Complete the code to create a Spark session that can use spot instances.
from pyspark.sql import SparkSession spark = SparkSession.builder.appName('SpotInstanceApp').config('spark.[1]', 'true').getOrCreate()
The configuration spark.dynamicAllocation.enabled allows Spark to dynamically allocate executors, which is useful when using spot instances to save costs.
Complete the code to set the maximum number of executors for spot instances.
spark.conf.set('spark.dynamicAllocation.maxExecutors', [1])
Setting spark.dynamicAllocation.maxExecutors to '10' limits the maximum executors Spark can allocate, which helps control costs when using spot instances.
Fix the error in the code to request spot instances with a maximum bid price.
spark.conf.set('spark.executor.instances', '5') spark.conf.set('spark.executor.spotBidPrice', [1])

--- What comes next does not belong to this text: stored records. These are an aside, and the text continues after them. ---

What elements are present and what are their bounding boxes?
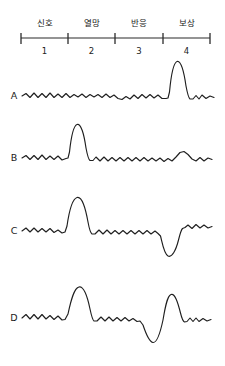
phase-label-4: 보상 — [179, 18, 195, 28]
trace-row-d: D — [10, 287, 211, 343]
trace-waveform-a — [22, 61, 214, 99]
phase-number-4: 4 — [184, 46, 189, 56]
phase-number-3: 3 — [136, 46, 141, 56]
phase-number-1: 1 — [42, 46, 47, 56]
phase-label-1: 신호 — [37, 18, 53, 28]
trace-waveform-d — [22, 287, 211, 343]
trace-label-a: A — [11, 90, 18, 101]
phase-axis-group: 신호 열망 반응 보상 1 2 3 4 — [21, 18, 210, 56]
trace-waveform-c — [22, 197, 212, 256]
phase-label-2: 열망 — [84, 18, 100, 28]
trace-row-c: C — [11, 197, 212, 256]
trace-row-b: B — [11, 124, 212, 163]
trace-row-a: A — [11, 61, 214, 101]
trace-label-d: D — [10, 312, 17, 323]
trace-label-c: C — [11, 225, 18, 236]
habit-loop-activity-figure: 신호 열망 반응 보상 1 2 3 4 A B C D — [0, 0, 225, 366]
phase-number-2: 2 — [89, 46, 94, 56]
phase-label-3: 반응 — [131, 18, 147, 28]
trace-label-b: B — [11, 152, 18, 163]
trace-waveform-b — [22, 124, 212, 161]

The bid price should be a string representing a numeric value without currency symbols. So '0.5' is correct.
Fill both blanks to create a dictionary that maps instance types to their spot prices.
spot_prices = { [1]: [2] for [1] in ['m4.large', 'm4.xlarge'] }The dictionary comprehension uses instance types as keys and their spot prices as values. Here, 'm4.large' is the key and 0.05 is the price.
Fill all three blanks to filter a DataFrame for spot instances with price less than 0.1 and select instance type and price.
filtered_df = df.filter(df.price [1] [2]).select([3], 'price')
The filter uses '<' to select rows where price is less than 0.1. Then it selects the 'instance_type' and 'price' columns.